Question: Northwestern University Helps Students Deal with Bounded Rationality while Solving Problems The engineering school at Northwestern University is addressing the need to develop students problem-solving

Northwestern University Helps Students Deal with Bounded Rationality while Solving Problems The engineering school at Northwestern University is addressing the need to develop students problem-solving and critical-thinking skills. It has created a course for all new engineering students that requires them to solve challenges with no clear solutions. Students work in teams to design and build devices to help individuals with disabilities perform simple tasks. Examples include equipping a stroke survivor to crochet with one hand or a partially paralyzed shooting victim to don tight support stockings. Or to make workout gear or bottle openers for people with only one working arm. Each team is given $100 to use in any fashion needed to complete the project. The course, Design Thinking and Communication, helps students realize that critical thinking and problem solving require resilience and calculated risk taking. Professors want students to learn that problem solving entails a process of struggling through challenging problems. Students note that learning to ask others for help is a building block of resiliency. They also learn that communication among team members is a key skill for solving complex problems. As in the real world, they do not always find a solution. But the students are not graded on whether they solve the problem. Instead, they are graded on how well they communicate and work with patients, therapists and teammates, and how well they execute the design process, approach problems and present their results at an end-of-term design expo, according to The Wall Street Journal. Students also come to appreciate the value of failure. Learning from failure is new to most students, and in this case, it means having to face people in need of a solution. Student Jocelyn Dong recalled her project, in which the team tried to help a stroke victim resume her hobby of crocheting.
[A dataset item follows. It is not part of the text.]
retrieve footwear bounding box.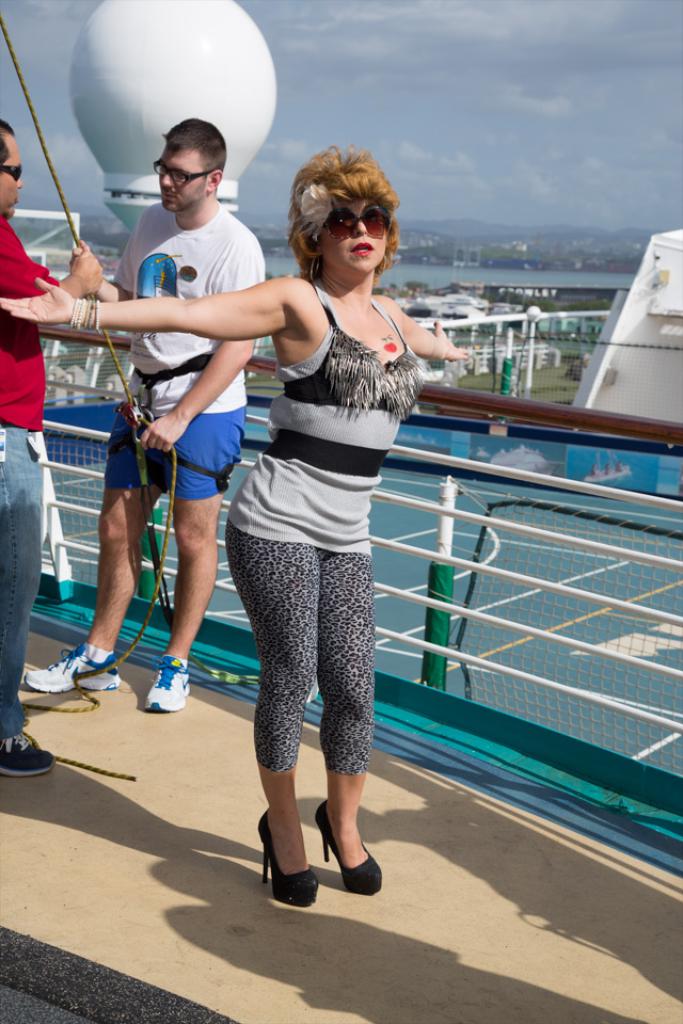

The woman said the teams solution was useless. The team reframed the problem. It came up with the idea to create an elevated wheelchair armrest that enabled her to prop her weak arm higher, extending her reach. The patient loved the concept! Not only did it help her to crochet, but it also provided the ability to reach objects from grocery shelves that had been beyond her reach. Dong told a Wall Street Journal reporter, It was one of the greatest moments Ive had so far in engineering.20 YOUR THOUGHTS?

What is your reaction to the description of this engineering course? What unique aspects of the course help students develop their problem-solving skills? Why does problem solving require resilience?